Something happens when you ask a question on the internet and get a clear and confident answer within seconds.
I feel like I’m making progress. You don’t have to sift through a dozen blog posts, forum threads, and personal testimonials of varying quality to get what you need.
A new study from the University of California, Riverside (UCR) suggests that what’s left out in that exchange matters more than you might think.
What’s more, as AI systems take over the way we find information online, the web may be quietly losing what it has spent 25 years accumulating.
The researchers compared how large-scale language models such as ChatGPT and Gemini respond to subjective, opinion-based questions.
They then compared this to human responses to the same questions. This difference was found to be consistent and meaningful.
logic and everything else
To categorize different types of reasoning, researchers turned to Aristotle’s rhetorical triangle.
This framework divides persuasion into three categories. Logos depends on logic and factual consistency. A spirit that appeals to authority and personal trust. and pathos, which is based on emotion and common human experience.
The team used these categories to compare how humans and AI systems structure arguments and answer questions.
a different kind of persuasion
When the team analyzed responses from ChatGPT and Gemini along with web results from Google and Bing, they found clear discrepancies.
Human-created web content utilized all three modes of reasoning, combining factual arguments and moral concerns, personal experience, emotional appeals, and storytelling.
“What we found is that humans essentially use all three of these, whereas LLMs rely essentially on logos alone,” said co-author Kevin Starling, a professor of public policy and political science at UCR.
“Their method of persuasion is different from the way humans use persuasion.”
margarita problem
The researchers use a concrete example to explain the difference. Ask an AI for a margarita recipe and you’ll get a competent, well-organized answer derived from vast amounts of training data.
What it doesn’t offer you is something like the Difford guide. This is a cocktail website where Simon Difford offers dozens of margarita recipes divided into seven styles.
The website traces the drink’s history back to Mexico in the 1930s, when journalists discovered what was then called the “Tequila Daisy.”
A human voice advocating such details—history, personality, and why these things are important—is exactly what the AI filters through. That’s not exactly wrong, but it seems dry.
Why does AI reasoning look like this?
Researchers have hypothesized why AI systems rely so heavily on fact-based, logic-centered responses.
The “tuning” and safety systems that AI companies overlay on their models are designed to steer responses away from emotionally or politically charged language and toward factual, indisputable grounds.
The result is an answer that is both reliably safe and systematically stripped of the messier, more personal kinds of reasoning that human writers bring to controversial questions.
The study also found that ChatGPT and Gemini are very similar in how they answer questions.
“Using AI platforms to replace web search results in a distilled version of knowledge that is constrained by the guardrails of each AI platform, loses the diversity of human emotions and opinions,” said co-author Vagelis Fristidis, a computer scientist at UCR.
Why is human communication different?
Part of what’s missing, Stirling argues, is fundamental to how humans actually communicate.
When people talk to each other, they always anticipate how the other person will react emotionally, intellectually, and morally. Those expectations shape how they discuss, what they emphasize, and what stories they tell.
“When humans talk to each other, we can understand what the other person is thinking,” Estherling said. “There’s this two-way street.”
Language models can’t do that. They generate statistically probable sequences of words based on training data and internal parameters.
I don’t have a model for the listener, I don’t know what will resonate emotionally, what will resonate personally.
“It’s completely different than talking to people,” Estherling said. “It’s just a machine that predicts what words to say in response to a prompt.”
what we might lose
These tools are increasingly used by people to find information about politics, health, ethics, and public affairs. It is precisely in these areas that all human reasoning is paramount.
Questions about health care reform and fossil fuel policy are not just questions of fact. It’s a question of values, whose experiences matter, and what kind of society people want to live in.
“As people come to rely on AI systems for information discovery at the expense of traditional web search, the web may gradually lose its soul and no longer reflect the human nature that has shaped it over the past 25 years,” Fristidis said.
The efficiency gains from AI-powered information retrieval are real, and getting clear answers quickly can be really useful. But what is being filtered is something that helps people understand each other, not just facts.
“As humans, we are hardwired to think that anything that produces language has human cognitive capabilities,” Stirling says. “However, this paper shows that when it comes to reasoning and argumentation, machines generate language that has no human qualities.”
The web was built by people arguing, sharing, persuading, and telling stories. Whether it lasts probably depends on whether we realize what we are giving up.
The research was presented at the ACM Web Science Conference in Braunschweig, Germany.
—–
Like what you read? Subscribe to our newsletter for fascinating articles, exclusive content and the latest updates.
Check out EarthSnap, a free app from Eric Ralls and Earth.com.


## What the exercise asks
Exclude the pictures, then repeat the remaining data exactly.

## Entries provided
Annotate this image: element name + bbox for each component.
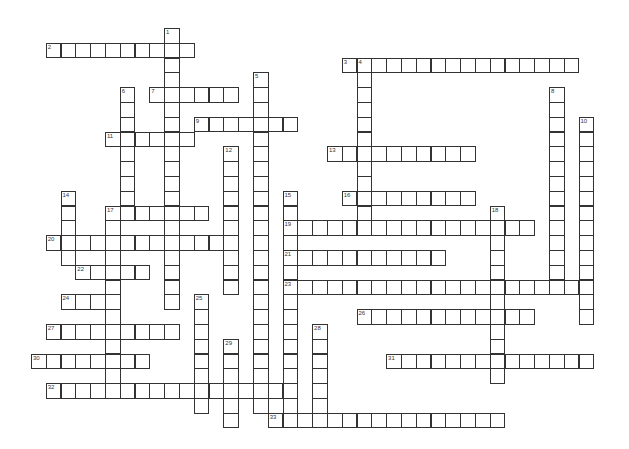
- crossword-cell[interactable]: [105, 235, 121, 251]
- crossword-cell[interactable]: [253, 191, 269, 207]
- crossword-cell[interactable]: [238, 383, 254, 399]
- crossword-cell[interactable]: [519, 354, 535, 370]
- crossword-cell[interactable]: [149, 383, 165, 399]
- crossword-cell[interactable]: [253, 146, 269, 162]
- crossword-cell[interactable]: [490, 250, 506, 266]
- crossword-cell[interactable]: [283, 235, 299, 251]
- crossword-cell[interactable]: [505, 220, 521, 236]
- crossword-cell[interactable]: [460, 280, 476, 296]
- crossword-cell[interactable]: [490, 58, 506, 74]
- crossword-cell[interactable]: [253, 235, 269, 251]
- crossword-cell[interactable]: [61, 235, 77, 251]
- crossword-cell[interactable]: [194, 206, 210, 222]
- crossword-cell[interactable]: [505, 58, 521, 74]
- crossword-cell[interactable]: [164, 102, 180, 118]
- crossword-cell[interactable]: [164, 206, 180, 222]
- crossword-cell[interactable]: [431, 146, 447, 162]
- crossword-cell[interactable]: [223, 87, 239, 103]
- crossword-cell[interactable]: [46, 354, 62, 370]
- crossword-cell[interactable]: [401, 191, 417, 207]
- crossword-cell[interactable]: [490, 339, 506, 355]
- crossword-cell[interactable]: [549, 176, 565, 192]
- crossword-cell[interactable]: [505, 280, 521, 296]
- crossword-cell[interactable]: [75, 294, 91, 310]
- crossword-cell[interactable]: [149, 206, 165, 222]
- crossword-cell[interactable]: [490, 220, 506, 236]
- crossword-cell[interactable]: [90, 383, 106, 399]
- crossword-cell[interactable]: [283, 368, 299, 384]
- crossword-cell[interactable]: 22: [75, 265, 91, 281]
- crossword-cell[interactable]: [371, 220, 387, 236]
- crossword-cell[interactable]: [105, 383, 121, 399]
- crossword-cell[interactable]: [120, 102, 136, 118]
- crossword-cell[interactable]: [416, 413, 432, 429]
- crossword-cell[interactable]: [61, 354, 77, 370]
- crossword-cell[interactable]: [490, 235, 506, 251]
- crossword-cell[interactable]: [283, 383, 299, 399]
- crossword-cell[interactable]: [164, 220, 180, 236]
- crossword-cell[interactable]: [164, 383, 180, 399]
- crossword-cell[interactable]: [357, 72, 373, 88]
- crossword-cell[interactable]: 26: [357, 309, 373, 325]
- crossword-cell[interactable]: 28: [312, 324, 328, 340]
- crossword-cell[interactable]: [490, 324, 506, 340]
- crossword-cell[interactable]: [223, 265, 239, 281]
- crossword-cell[interactable]: [194, 309, 210, 325]
- crossword-cell[interactable]: 16: [342, 191, 358, 207]
- crossword-cell[interactable]: [283, 398, 299, 414]
- crossword-cell[interactable]: [75, 235, 91, 251]
- crossword-cell[interactable]: [579, 176, 595, 192]
- crossword-cell[interactable]: [431, 354, 447, 370]
- crossword-cell[interactable]: [357, 413, 373, 429]
- crossword-cell[interactable]: [549, 146, 565, 162]
- crossword-cell[interactable]: [564, 354, 580, 370]
- crossword-cell[interactable]: [105, 250, 121, 266]
- crossword-cell[interactable]: [164, 146, 180, 162]
- crossword-cell[interactable]: [135, 265, 151, 281]
- crossword-cell[interactable]: [179, 87, 195, 103]
- crossword-cell[interactable]: [460, 309, 476, 325]
- crossword-cell[interactable]: [164, 176, 180, 192]
- crossword-cell[interactable]: [519, 220, 535, 236]
- crossword-cell[interactable]: [149, 43, 165, 59]
- crossword-cell[interactable]: [312, 220, 328, 236]
- crossword-cell[interactable]: 17: [105, 206, 121, 222]
- crossword-cell[interactable]: [431, 280, 447, 296]
- crossword-cell[interactable]: [431, 309, 447, 325]
- crossword-cell[interactable]: [120, 235, 136, 251]
- crossword-cell[interactable]: [283, 117, 299, 133]
- crossword-cell[interactable]: [149, 235, 165, 251]
- crossword-cell[interactable]: [445, 413, 461, 429]
- crossword-cell[interactable]: [357, 280, 373, 296]
- crossword-cell[interactable]: [431, 413, 447, 429]
- crossword-cell[interactable]: [164, 117, 180, 133]
- crossword-cell[interactable]: [519, 58, 535, 74]
- crossword-cell[interactable]: [431, 220, 447, 236]
- crossword-cell[interactable]: [386, 220, 402, 236]
- crossword-cell[interactable]: [445, 191, 461, 207]
- crossword-cell[interactable]: [164, 161, 180, 177]
- crossword-cell[interactable]: [386, 58, 402, 74]
- crossword-cell[interactable]: [460, 146, 476, 162]
- crossword-cell[interactable]: [223, 413, 239, 429]
- crossword-cell[interactable]: [357, 161, 373, 177]
- crossword-cell[interactable]: [283, 413, 299, 429]
- crossword-cell[interactable]: [416, 309, 432, 325]
- crossword-cell[interactable]: [149, 132, 165, 148]
- crossword-cell[interactable]: 29: [223, 339, 239, 355]
- crossword-cell[interactable]: [327, 413, 343, 429]
- crossword-cell[interactable]: [253, 102, 269, 118]
- crossword-cell[interactable]: [490, 265, 506, 281]
- crossword-cell[interactable]: [90, 43, 106, 59]
- crossword-cell[interactable]: [253, 176, 269, 192]
- crossword-cell[interactable]: [386, 280, 402, 296]
- crossword-cell[interactable]: [371, 280, 387, 296]
- crossword-cell[interactable]: [90, 294, 106, 310]
- crossword-cell[interactable]: 33: [268, 413, 284, 429]
- crossword-cell[interactable]: [357, 132, 373, 148]
- crossword-cell[interactable]: 30: [31, 354, 47, 370]
- crossword-cell[interactable]: [490, 294, 506, 310]
- crossword-cell[interactable]: [342, 280, 358, 296]
- crossword-cell[interactable]: [283, 309, 299, 325]
- crossword-cell[interactable]: [416, 354, 432, 370]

## Exercise output
Annotate this image: element name + bbox for each component.
- crossword-cell[interactable]: [105, 235, 121, 251]
- crossword-cell[interactable]: [253, 191, 269, 207]
- crossword-cell[interactable]: [238, 383, 254, 399]
- crossword-cell[interactable]: [519, 354, 535, 370]
- crossword-cell[interactable]: [149, 383, 165, 399]
- crossword-cell[interactable]: [253, 146, 269, 162]
- crossword-cell[interactable]: [490, 250, 506, 266]
- crossword-cell[interactable]: [283, 235, 299, 251]
- crossword-cell[interactable]: [505, 220, 521, 236]
- crossword-cell[interactable]: [460, 280, 476, 296]
- crossword-cell[interactable]: [490, 58, 506, 74]
- crossword-cell[interactable]: [253, 235, 269, 251]
- crossword-cell[interactable]: [61, 235, 77, 251]
- crossword-cell[interactable]: [194, 206, 210, 222]
- crossword-cell[interactable]: [505, 58, 521, 74]
- crossword-cell[interactable]: [164, 102, 180, 118]
- crossword-cell[interactable]: [164, 206, 180, 222]
- crossword-cell[interactable]: [431, 146, 447, 162]
- crossword-cell[interactable]: [223, 87, 239, 103]
- crossword-cell[interactable]: [46, 354, 62, 370]
- crossword-cell[interactable]: [401, 191, 417, 207]
- crossword-cell[interactable]: [490, 339, 506, 355]
- crossword-cell[interactable]: [549, 176, 565, 192]
- crossword-cell[interactable]: [505, 280, 521, 296]
- crossword-cell[interactable]: [75, 294, 91, 310]
- crossword-cell[interactable]: [149, 206, 165, 222]
- crossword-cell[interactable]: [490, 220, 506, 236]
- crossword-cell[interactable]: [90, 383, 106, 399]
- crossword-cell[interactable]: [283, 368, 299, 384]
- crossword-cell[interactable]: 22: [75, 265, 91, 281]
- crossword-cell[interactable]: [371, 220, 387, 236]
- crossword-cell[interactable]: [105, 383, 121, 399]
- crossword-cell[interactable]: [120, 102, 136, 118]
- crossword-cell[interactable]: [416, 413, 432, 429]
- crossword-cell[interactable]: [61, 354, 77, 370]
- crossword-cell[interactable]: [490, 235, 506, 251]
- crossword-cell[interactable]: [283, 383, 299, 399]
- crossword-cell[interactable]: [164, 220, 180, 236]
- crossword-cell[interactable]: [164, 383, 180, 399]
- crossword-cell[interactable]: [357, 72, 373, 88]
- crossword-cell[interactable]: 26: [357, 309, 373, 325]
- crossword-cell[interactable]: 28: [312, 324, 328, 340]
- crossword-cell[interactable]: [490, 324, 506, 340]
- crossword-cell[interactable]: [223, 265, 239, 281]
- crossword-cell[interactable]: [194, 309, 210, 325]
- crossword-cell[interactable]: 16: [342, 191, 358, 207]
- crossword-cell[interactable]: [283, 398, 299, 414]
- crossword-cell[interactable]: [75, 235, 91, 251]
- crossword-cell[interactable]: [579, 176, 595, 192]
- crossword-cell[interactable]: [431, 354, 447, 370]
- crossword-cell[interactable]: [357, 413, 373, 429]
- crossword-cell[interactable]: [549, 146, 565, 162]
- crossword-cell[interactable]: [564, 354, 580, 370]
- crossword-cell[interactable]: [105, 250, 121, 266]
- crossword-cell[interactable]: [164, 146, 180, 162]
- crossword-cell[interactable]: [135, 265, 151, 281]
- crossword-cell[interactable]: [179, 87, 195, 103]
- crossword-cell[interactable]: [460, 309, 476, 325]
- crossword-cell[interactable]: [164, 176, 180, 192]
- crossword-cell[interactable]: [519, 220, 535, 236]
- crossword-cell[interactable]: [149, 43, 165, 59]
- crossword-cell[interactable]: [312, 220, 328, 236]
- crossword-cell[interactable]: 17: [105, 206, 121, 222]
- crossword-cell[interactable]: [431, 280, 447, 296]
- crossword-cell[interactable]: [431, 309, 447, 325]
- crossword-cell[interactable]: [120, 235, 136, 251]
- crossword-cell[interactable]: [283, 117, 299, 133]
- crossword-cell[interactable]: [149, 235, 165, 251]
- crossword-cell[interactable]: [445, 413, 461, 429]
- crossword-cell[interactable]: [357, 280, 373, 296]
- crossword-cell[interactable]: [431, 413, 447, 429]
- crossword-cell[interactable]: [164, 117, 180, 133]
- crossword-cell[interactable]: [519, 58, 535, 74]
- crossword-cell[interactable]: [431, 220, 447, 236]
- crossword-cell[interactable]: [386, 220, 402, 236]
- crossword-cell[interactable]: [445, 191, 461, 207]
- crossword-cell[interactable]: [164, 161, 180, 177]
- crossword-cell[interactable]: [386, 58, 402, 74]
- crossword-cell[interactable]: [460, 146, 476, 162]
- crossword-cell[interactable]: [223, 413, 239, 429]
- crossword-cell[interactable]: [357, 161, 373, 177]
- crossword-cell[interactable]: [283, 413, 299, 429]
- crossword-cell[interactable]: [416, 309, 432, 325]
- crossword-cell[interactable]: [149, 132, 165, 148]
- crossword-cell[interactable]: 29: [223, 339, 239, 355]
- crossword-cell[interactable]: [327, 413, 343, 429]
- crossword-cell[interactable]: [253, 102, 269, 118]
- crossword-cell[interactable]: [490, 265, 506, 281]
- crossword-cell[interactable]: [90, 43, 106, 59]
- crossword-cell[interactable]: [253, 176, 269, 192]
- crossword-cell[interactable]: [386, 280, 402, 296]
- crossword-cell[interactable]: [371, 280, 387, 296]
- crossword-cell[interactable]: [90, 294, 106, 310]
- crossword-cell[interactable]: 33: [268, 413, 284, 429]
- crossword-cell[interactable]: [357, 132, 373, 148]
- crossword-cell[interactable]: 30: [31, 354, 47, 370]
- crossword-cell[interactable]: [490, 294, 506, 310]
- crossword-cell[interactable]: [342, 280, 358, 296]
- crossword-cell[interactable]: [283, 309, 299, 325]
- crossword-cell[interactable]: [416, 354, 432, 370]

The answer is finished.